Flushing potable water

May 1, 2012
The single largest use of potable water in our homes is the toilet and it makes perfect sense to focus on water conservation first where we waste it the most.

No one drinks from the toilet — at least no one I’ve ever met! The only times I recall witnessing slurping from a toilet-bowl has been by man’s best friend — a dog. The single largest use of potable water in our homes is the toilet and it makes perfect sense to focus on water conservation first where we waste it the most.

If an average family of four replaced their 3.5-gpf. toilet(s) with 1.28-gpf. toilet(s), they would conserve, on average 21,134 gallons of potable quality-drinking water. Most folks are afraid of high-efficiency toilets due to memories of, or having heard about, the nightmarish first-generation of 1.6-gpf. toilets: a very expensive and painful nightmare that caused plumbers everywhere to yearn for 3.5-gpf. toilets. Manufacturers eventually corrected the defects and 1.6-gpf. toilets turned out to be reliable with excellent flushing performance.

Like any other plumber who suffered through the 1.6-gpf. nightmare, I was reluctant to embrace high-efficiency 1.28-gpf. toilets. Our home’s 4-in. cast iron sewer line, with a house-trap, runs a bit more than 300’ before it joins into the sanitary sewer main in the street. If the house-trap or drain line carry (DLC) was going to be an issue, it seemed like a perfect experiment. I replaced our 3.5-gpf. toilets with high-efficiency 1.28-gpf. models, using Gerber, Toto and Vortens. Then I waited for the DLC issue to rear its ugly head and a need to clean the sewer line. After several years’ time, I’m still waiting.

Reading about the DLC issue, the theory put forth is that commercial properties will have more frequent clogs due to a lack of other water uses, like showering and clothes washing. An opportunity arose to install WaterSense UHET toilets, .5-gpf. urinals and .5-GPM lavatory faucets at York County’s Nixon Park, www.yorkcountyparks.org/parkpages/Nixon.htm, where more than 10,000 visitors and school children visit each year.

The Park Service was installing a mural of York County’s extensive watershed to illustrate where our drinking water comes from and right smack in the mural’s lower right corner (easily viewed by children), a re-settable water-meter was to be installed so that school groups could see how much water they used during visits. It’s more than 75 feet from the public restrooms to the septic system: another grand experiment for DLC! Two years have passed without a single clog.

Over the past decade, use of our sewer-line video inspection equipment has also revealed, I think, why DLC is not the drain-clogging issue I feared in the past. Human waste decomposes quite rapidly in warm moist sewer lines and waste-products left behind are easily transported by subsequent flushes and secondary uses. While solid wastes and toilet paper aren’t carried all the way to the street, not even with 3.5-gpf. toilets, the decomposing and softened products are pushed and/or carried along with each subsequent flow. The only clogging issues we have seen occur when there is a belly or defect in the sewer line.    

With my fears of HET& UHET gone, it was time to concentrate on how to sell these more expensive products. In the past, we have used ECV to promote the sale of high efficiency HVAC appliances and now we can use Water Conservation Value (WCV) to sell HETand UHET toilets. Let’s use that family of four and the 21,134 gallons of conservation. If that family lived here, the WCV would look like this:

  • WCV = 21,134 x $0.013 = $274.74 (reduction in water billing)
  • Sewage = 21,134 x $0.008 = $169.07 (reduction in sewer billing)

Their first year WCV = $443.71. If a 1.28-HETcost $100 more than a 1.6-gpf. model, the ROI would be 100 ÷ 443.71 = 22.5%. If the HETlasts for 20 years and the costs for water and sewage treatment rise 3.5% per year, the accumulated WCV = $12,547.98.

Let’s imagine the same family of four gets water conservation fever and decides to swap out all faucets and fixtures to ones compliant with WaterSense. They’re using an electric water heater and electricity costs $0.12 per kWh. According to WaterSense,   www.epa.gov/watersense, they would reduce their potable water usage by 42,000 gallons (includes a 10,000-gallon leak-rate per average home). Their new conservation:

  • WCV = 42,000 x $0.013 = $546.00
  • Sewage = 42,000 x $0.008 = $336.00
  • Water heating = $875.64 - $381.49 = $494.15

First year WCV = $1,376.15. If we project a 3.5% annual increase, a look 20-years into the future reveals the WCV = $38,917.08.

As you can see, water is rapidly becoming the new “oil” and plumbers will be leading the charge forward where WCV is concerned.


Task instructions.
Copy all lines holding the word "mating" from the entries.

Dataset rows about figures
-=-=-

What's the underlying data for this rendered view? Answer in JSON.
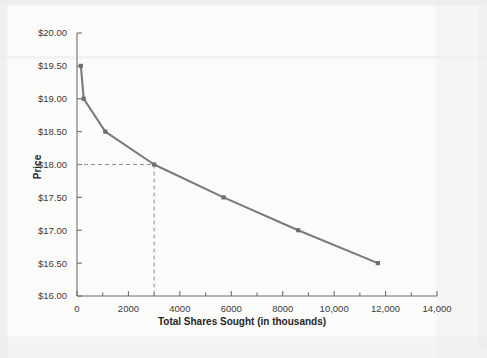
{
  "figure": {
    "background_color": "#fbfbfa",
    "page_color": "#f4f3f1"
  },
  "chart_data": {
    "type": "line",
    "title": "",
    "subtitle": "",
    "xlabel": "Total Shares Sought (in thousands)",
    "ylabel": "Price",
    "xlim": [
      0,
      14000
    ],
    "ylim": [
      16.0,
      20.0
    ],
    "grid": false,
    "legend": null,
    "line_color": "#7a7a7a",
    "marker_color": "#6e6e6e",
    "marker_shape": "square",
    "reference_line_color": "#8d8d8d",
    "x_tick_labels": [
      "0",
      "2000",
      "4000",
      "6000",
      "8000",
      "10,000",
      "12,000",
      "14,000"
    ],
    "x_tick_values": [
      0,
      2000,
      4000,
      6000,
      8000,
      10000,
      12000,
      14000
    ],
    "x_minor_tick_values": [
      1000,
      3000,
      5000,
      7000,
      9000,
      11000,
      13000
    ],
    "y_tick_labels": [
      "$16.00",
      "$16.50",
      "$17.00",
      "$17.50",
      "$18.00",
      "$18.50",
      "$19.00",
      "$19.50",
      "$20.00"
    ],
    "y_tick_values": [
      16.0,
      16.5,
      17.0,
      17.5,
      18.0,
      18.5,
      19.0,
      19.5,
      20.0
    ],
    "x": [
      150,
      260,
      1100,
      3000,
      5700,
      8600,
      11700
    ],
    "values": [
      19.5,
      19.0,
      18.5,
      18.0,
      17.5,
      17.0,
      16.5
    ],
    "points": [
      {
        "x": 150,
        "y": 19.5
      },
      {
        "x": 260,
        "y": 19.0
      },
      {
        "x": 1100,
        "y": 18.5
      },
      {
        "x": 3000,
        "y": 18.0
      },
      {
        "x": 5700,
        "y": 17.5
      },
      {
        "x": 8600,
        "y": 17.0
      },
      {
        "x": 11700,
        "y": 16.5
      }
    ],
    "annotations": [
      {
        "name": "clearing-price-reference",
        "type": "dashed-crosshair",
        "x": 3000,
        "y": 18.0
      }
    ]
  }
}
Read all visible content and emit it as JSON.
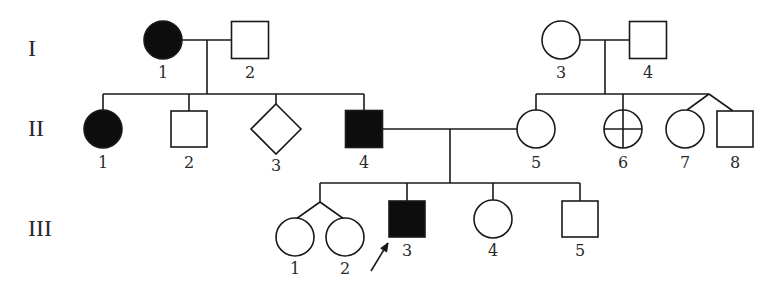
{
  "diagram": {
    "type": "pedigree-chart",
    "colors": {
      "line": "#1a1a1a",
      "affected_fill": "#0d0d0d",
      "unaffected_fill": "#ffffff",
      "text": "#2a2a2a"
    },
    "generations": [
      {
        "id": "I",
        "label": "I",
        "x": 28,
        "y": 50
      },
      {
        "id": "II",
        "label": "II",
        "x": 28,
        "y": 130
      },
      {
        "id": "III",
        "label": "III",
        "x": 28,
        "y": 230
      }
    ],
    "individuals": [
      {
        "id": "I-1",
        "label": "1",
        "generation": "I",
        "sex": "female",
        "shape": "circle",
        "affected": true,
        "cx": 163,
        "cy": 40,
        "size": 38,
        "label_y": 73
      },
      {
        "id": "I-2",
        "label": "2",
        "generation": "I",
        "sex": "male",
        "shape": "square",
        "affected": false,
        "cx": 250,
        "cy": 40,
        "size": 37,
        "label_y": 73
      },
      {
        "id": "I-3",
        "label": "3",
        "generation": "I",
        "sex": "female",
        "shape": "circle",
        "affected": false,
        "cx": 561,
        "cy": 40,
        "size": 38,
        "label_y": 73
      },
      {
        "id": "I-4",
        "label": "4",
        "generation": "I",
        "sex": "male",
        "shape": "square",
        "affected": false,
        "cx": 648,
        "cy": 40,
        "size": 37,
        "label_y": 73
      },
      {
        "id": "II-1",
        "label": "1",
        "generation": "II",
        "sex": "female",
        "shape": "circle",
        "affected": true,
        "cx": 103,
        "cy": 129,
        "size": 38,
        "label_y": 163
      },
      {
        "id": "II-2",
        "label": "2",
        "generation": "II",
        "sex": "male",
        "shape": "square",
        "affected": false,
        "cx": 189,
        "cy": 129,
        "size": 36,
        "label_y": 163
      },
      {
        "id": "II-3",
        "label": "3",
        "generation": "II",
        "sex": "unknown",
        "shape": "diamond",
        "affected": false,
        "cx": 276,
        "cy": 129,
        "size": 50,
        "label_y": 166
      },
      {
        "id": "II-4",
        "label": "4",
        "generation": "II",
        "sex": "male",
        "shape": "square",
        "affected": true,
        "cx": 364,
        "cy": 129,
        "size": 37,
        "label_y": 163
      },
      {
        "id": "II-5",
        "label": "5",
        "generation": "II",
        "sex": "female",
        "shape": "circle",
        "affected": false,
        "cx": 536,
        "cy": 129,
        "size": 38,
        "label_y": 163
      },
      {
        "id": "II-6",
        "label": "6",
        "generation": "II",
        "sex": "female",
        "shape": "circle-cross",
        "affected": false,
        "cx": 623,
        "cy": 129,
        "size": 38,
        "label_y": 163
      },
      {
        "id": "II-7",
        "label": "7",
        "generation": "II",
        "sex": "female",
        "shape": "circle",
        "affected": false,
        "cx": 685,
        "cy": 129,
        "size": 38,
        "label_y": 163
      },
      {
        "id": "II-8",
        "label": "8",
        "generation": "II",
        "sex": "male",
        "shape": "square",
        "affected": false,
        "cx": 735,
        "cy": 129,
        "size": 36,
        "label_y": 163
      },
      {
        "id": "III-1",
        "label": "1",
        "generation": "III",
        "sex": "female",
        "shape": "circle",
        "affected": false,
        "cx": 295,
        "cy": 237,
        "size": 38,
        "label_y": 269
      },
      {
        "id": "III-2",
        "label": "2",
        "generation": "III",
        "sex": "female",
        "shape": "circle",
        "affected": false,
        "cx": 345,
        "cy": 237,
        "size": 38,
        "label_y": 269
      },
      {
        "id": "III-3",
        "label": "3",
        "generation": "III",
        "sex": "male",
        "shape": "square",
        "affected": true,
        "proband": true,
        "cx": 407,
        "cy": 219,
        "size": 36,
        "label_y": 251
      },
      {
        "id": "III-4",
        "label": "4",
        "generation": "III",
        "sex": "female",
        "shape": "circle",
        "affected": false,
        "cx": 493,
        "cy": 219,
        "size": 38,
        "label_y": 251
      },
      {
        "id": "III-5",
        "label": "5",
        "generation": "III",
        "sex": "male",
        "shape": "square",
        "affected": false,
        "cx": 580,
        "cy": 219,
        "size": 36,
        "label_y": 251
      }
    ],
    "lines": [
      {
        "name": "mating-line-I1-I2",
        "x1": 182,
        "y1": 40,
        "x2": 231,
        "y2": 40
      },
      {
        "name": "descent-line-I1-I2",
        "x1": 207,
        "y1": 40,
        "x2": 207,
        "y2": 94
      },
      {
        "name": "sibship-line-II-left",
        "x1": 103,
        "y1": 94,
        "x2": 364,
        "y2": 94
      },
      {
        "name": "sib-drop-II1",
        "x1": 103,
        "y1": 94,
        "x2": 103,
        "y2": 110
      },
      {
        "name": "sib-drop-II2",
        "x1": 189,
        "y1": 94,
        "x2": 189,
        "y2": 111
      },
      {
        "name": "sib-drop-II3",
        "x1": 276,
        "y1": 94,
        "x2": 276,
        "y2": 104
      },
      {
        "name": "sib-drop-II4",
        "x1": 364,
        "y1": 94,
        "x2": 364,
        "y2": 111
      },
      {
        "name": "mating-line-I3-I4",
        "x1": 580,
        "y1": 40,
        "x2": 629,
        "y2": 40
      },
      {
        "name": "descent-line-I3-I4",
        "x1": 605,
        "y1": 40,
        "x2": 605,
        "y2": 94
      },
      {
        "name": "sibship-line-II-right",
        "x1": 536,
        "y1": 94,
        "x2": 709,
        "y2": 94
      },
      {
        "name": "sib-drop-II5",
        "x1": 536,
        "y1": 94,
        "x2": 536,
        "y2": 110
      },
      {
        "name": "sib-drop-II6",
        "x1": 623,
        "y1": 94,
        "x2": 623,
        "y2": 110
      },
      {
        "name": "twin-line-II7",
        "x1": 709,
        "y1": 94,
        "x2": 687,
        "y2": 110
      },
      {
        "name": "twin-line-II8",
        "x1": 709,
        "y1": 94,
        "x2": 733,
        "y2": 111
      },
      {
        "name": "mating-line-II4-II5",
        "x1": 382,
        "y1": 129,
        "x2": 517,
        "y2": 129
      },
      {
        "name": "descent-line-II4-II5",
        "x1": 450,
        "y1": 129,
        "x2": 450,
        "y2": 183
      },
      {
        "name": "sibship-line-III",
        "x1": 320,
        "y1": 183,
        "x2": 580,
        "y2": 183
      },
      {
        "name": "twin-drop-III",
        "x1": 320,
        "y1": 183,
        "x2": 320,
        "y2": 202
      },
      {
        "name": "twin-line-III1",
        "x1": 320,
        "y1": 202,
        "x2": 296,
        "y2": 219
      },
      {
        "name": "twin-line-III2",
        "x1": 320,
        "y1": 202,
        "x2": 344,
        "y2": 219
      },
      {
        "name": "sib-drop-III3",
        "x1": 407,
        "y1": 183,
        "x2": 407,
        "y2": 201
      },
      {
        "name": "sib-drop-III4",
        "x1": 493,
        "y1": 183,
        "x2": 493,
        "y2": 200
      },
      {
        "name": "sib-drop-III5",
        "x1": 580,
        "y1": 183,
        "x2": 580,
        "y2": 201
      }
    ],
    "proband_arrow": {
      "target": "III-3",
      "x1": 371,
      "y1": 271,
      "x2": 388,
      "y2": 243
    }
  }
}
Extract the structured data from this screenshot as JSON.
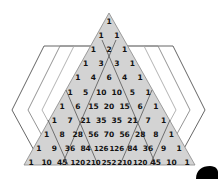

-=-=-

Written solution.
        "name": "mating-line-I1-I2",
        "name": "mating-line-I3-I4",
        "name": "mating-line-II4-II5",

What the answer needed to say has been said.